The Daily Crunch is TechCrunch’s roundup of our biggest and most important stories. If you’d like to get this delivered to your inbox every day at around 9am Pacific, you can subscribe here.

1. LA tech industry mourns Kobe Bryant

The Los Angeles startup community is joining the rest of the world in mourning the death of NBA superstar, entrepreneur and investor Kobe Bryant who was killed in a helicopter crash in Calabasas, Calif. on Sunday.

Bryant launched his venture career with partner and serial entrepreneur Jeff Stibel back in 2013, making investments in Los Angeles-based companies like LegalZoom, Scopely, Art of Sport, The Honest Company, RingDNA, FocusMotion, DyshApp and Represent.

2. N26 reaches 5 million customers, including 250,000 in the US

N26 expanded to the United States during the summer of 2019. It represents a huge market opportunity, even though N26 faces competition from local players, such as Chime.

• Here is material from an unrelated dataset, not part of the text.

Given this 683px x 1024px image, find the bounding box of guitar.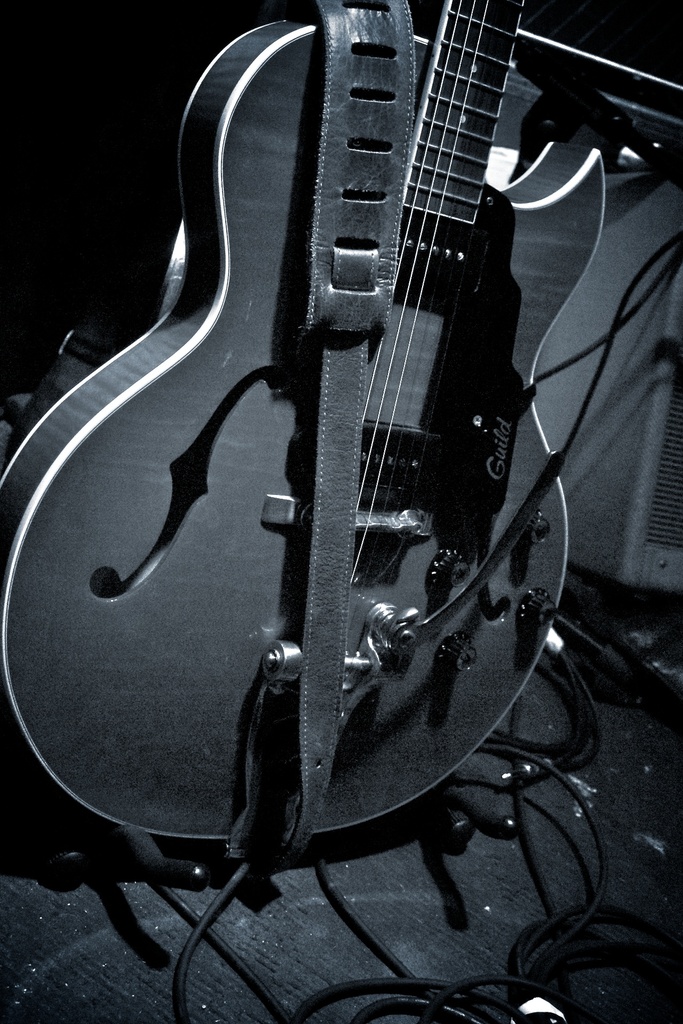
(0,0,605,848).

3. AI-powered voice transcription app Otter raises $10M, including from new strategic investor NTT DOCOMO

The two companies are teaming up to support Otter’s expansion into the Japanese market, where DOCOMO will be integrating Otter with its own AI-based translation service subsidiary, Mirai Translation.

4. Samasource CEO Leila Janah passes away at 37

Janah, a serial entrepreneur who was the CEO and founder of machine learning training data company Samasource, passed away at the age of 37 due to complications from epithelioid sarcoma, a form of cancer, according to a statement from the company. She focused her career on social and ethical entrepreneurship with the goal of ending global poverty.

5. As the venture market tightens, a debt lender sees big opportunities

David Spreng spent more than 20 years in venture capital before dipping his toe into the world of revenue-based financing and realizing there was a growing appetite for alternatives to venture capital. (Extra Crunch membership required.)

6. Clayton Christensen, author of ‘The Innovator’s Dilemma,’ has passed away at age 67

Christensen’s most famous book put forth a theory about why people buy products that are often cheaper and easier to use than their more sophisticated and more expensive predecessors, a theory resonated widely as one incumbent after another — Xerox, U.S. Steel, Digital Equipment Corp. — stumbled while other companies began rising in their dust: Think Amazon, Google and Apple.

7. This week’s TechCrunch podcasts

The Equity team looks at a big funding round for email collaboration startup Front, while the shorter Monday episode discusses coronavirus-spurred equity selloffs in Asia and Europe. And on Original Content, we review “Little America,” which has been described as the best show on Apple TV+.